What is an independent sponsor?
Start with the familiar idea: instead of starting a company from scratch, you buy one that already works — then grow it. That path has a name, and a model built for experienced operators.
Buy a business instead of starting one.
An acquisition entrepreneurbecomes an owner by acquiring and operating an existing business rather than founding one. It's the accessible identity — the “who” you want to become. The harder question is how you do it.
The independent sponsormodel is the operating model: you source and lead the deal, raise capital deal-by-deal (not a committed fund), keep control, and earn ownership plus operator economics. It's the most flexible, control-preserving way to acquire a business — and it's what B2B MBA is built around.
An acquisition entrepreneur acquires and operates a business instead of building one from scratch. The independent sponsor model is the most flexible, control-preserving way to do it — and it's what B2B MBA is built around.
Four moves, on your terms.
- 01
Source and lead the deal
You find the business and run the acquisition — you are the principal, not a passive investor waiting to be shown deals.
- 02
Raise capital deal-by-deal
Instead of a pre-committed fund, you raise the equity and debt for each acquisition when you need it — your own capital, SBA financing, and institutional partners.
- 03
Keep control
You retain operating control of the company. Capital partners back the deal; they don't run your business or your firm.
- 04
Earn ownership + operator economics
You own a meaningful stake and you earn the returns of actually running and growing the business — not just a passive investor's slice.
The paths a mid-career operator actually weighs.
The fastest way to understand the independent sponsor model is to set it beside the alternatives. Claims below are general and depend on the specific deal and structure.
| Independent sponsor (B2B MBA) | Search fund | Solo SBA acquisition | Buying a franchise | Committed PE fund | |
|---|---|---|---|---|---|
| Capital | Raised deal-by-deal | Raised up front for the search | Personal + SBA debt | Franchise fee + unit cost | Committed fund up front |
| Control | High — you lead | Shared with investors | High | Constrained by franchisor | You're the GP |
| Economics | Ownership + operator economics | Diluted by search investors | Full, but smaller scale | Royalty drag | Carry-driven |
| Up-front commitment | Low — stay employed until close | Full-time search | Full-time | Full-time | Raising a fund first |
The terms, defined.
A short reference for the language of entrepreneurship through acquisition.
- Acquisition entrepreneur
- Someone who becomes a business owner by acquiring and operating an existing company instead of starting one from scratch.
- Entrepreneurship through acquisition (ETA)
- The broader path of buying a business rather than founding one — a growing, increasingly recognized route to ownership for experienced operators.
- Independent sponsor
- An operator who sources and leads an acquisition, then raises the capital to fund it deal-by-deal — keeping control of the company rather than managing a committed fund.
- Deal-by-deal capital
- Equity and debt raised for one specific acquisition at a time — from your own funds, SBA financing, and institutional partners — rather than a pre-committed pool of money.
- Platform vs. add-on acquisition
- A platform is your first, foundational company in a sector; add-ons are smaller businesses you bolt onto that platform to expand it.
- Operator economics
- The returns you earn for actually running and growing the business — on top of your ownership stake — distinct from a passive investor's return.
Ready to become an independent sponsor?
If you're an experienced operator weighing the path to ownership, we'll walk you through how the model works for you.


§ THE TASK
Tally the lines below that contain the word "JSON", and give only that number.

§ WORKING DATA
BEGIN
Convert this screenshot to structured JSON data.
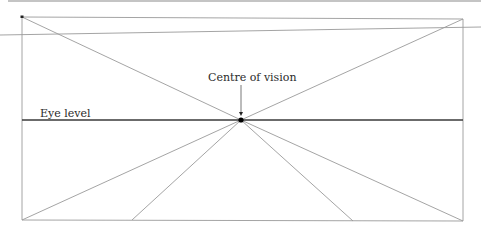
{
  "diagram": {
    "labels": {
      "centre_of_vision": "Centre of vision",
      "eye_level": "Eye level"
    },
    "colors": {
      "line": "#9a9a9a",
      "eye_level_line": "#3a3a3a",
      "point": "#000000",
      "text": "#2a2a2a",
      "top_rule": "#7a7a7a"
    },
    "centre_point": {
      "x": 241,
      "y": 120
    },
    "frame": {
      "top_left": {
        "x": 22,
        "y": 17
      },
      "top_right": {
        "x": 463,
        "y": 19
      },
      "bottom_left": {
        "x": 22,
        "y": 220
      },
      "bottom_right": {
        "x": 463,
        "y": 221
      }
    },
    "ground_points": [
      {
        "x": 22,
        "y": 220
      },
      {
        "x": 132,
        "y": 220
      },
      {
        "x": 353,
        "y": 221
      },
      {
        "x": 463,
        "y": 221
      }
    ]
  }
}
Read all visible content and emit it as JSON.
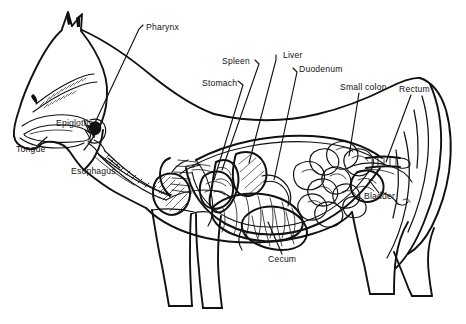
{
  "figure": {
    "view": "left lateral cutaway",
    "background_color": "#ffffff",
    "line_color": "#111111",
    "width": 466,
    "height": 324
  },
  "labels": [
    {
      "id": "pharynx",
      "text": "Pharynx",
      "x": 146,
      "y": 28,
      "anchor": "left"
    },
    {
      "id": "spleen",
      "text": "Spleen",
      "x": 222,
      "y": 62,
      "anchor": "left"
    },
    {
      "id": "liver",
      "text": "Liver",
      "x": 283,
      "y": 56,
      "anchor": "left"
    },
    {
      "id": "duodenum",
      "text": "Duodenum",
      "x": 299,
      "y": 70,
      "anchor": "left"
    },
    {
      "id": "stomach",
      "text": "Stomach",
      "x": 202,
      "y": 84,
      "anchor": "left"
    },
    {
      "id": "small-colon",
      "text": "Small colon",
      "x": 340,
      "y": 88,
      "anchor": "left"
    },
    {
      "id": "rectum",
      "text": "Rectum",
      "x": 399,
      "y": 90,
      "anchor": "left"
    },
    {
      "id": "epiglottis",
      "text": "Epiglottis",
      "x": 56,
      "y": 124,
      "anchor": "left"
    },
    {
      "id": "tongue",
      "text": "Tongue",
      "x": 16,
      "y": 150,
      "anchor": "left"
    },
    {
      "id": "esophagus",
      "text": "Esophagus",
      "x": 71,
      "y": 172,
      "anchor": "left"
    },
    {
      "id": "bladder",
      "text": "Bladder",
      "x": 364,
      "y": 197,
      "anchor": "left"
    },
    {
      "id": "cecum",
      "text": "Cecum",
      "x": 268,
      "y": 260,
      "anchor": "left"
    }
  ],
  "organ_parts": [
    "pharynx",
    "epiglottis",
    "tongue",
    "esophagus",
    "stomach",
    "spleen",
    "liver",
    "duodenum",
    "small intestine",
    "cecum",
    "large colon",
    "small colon",
    "rectum",
    "bladder",
    "heart",
    "lung",
    "trachea"
  ]
}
END
§ EXERCISE ANSWER
2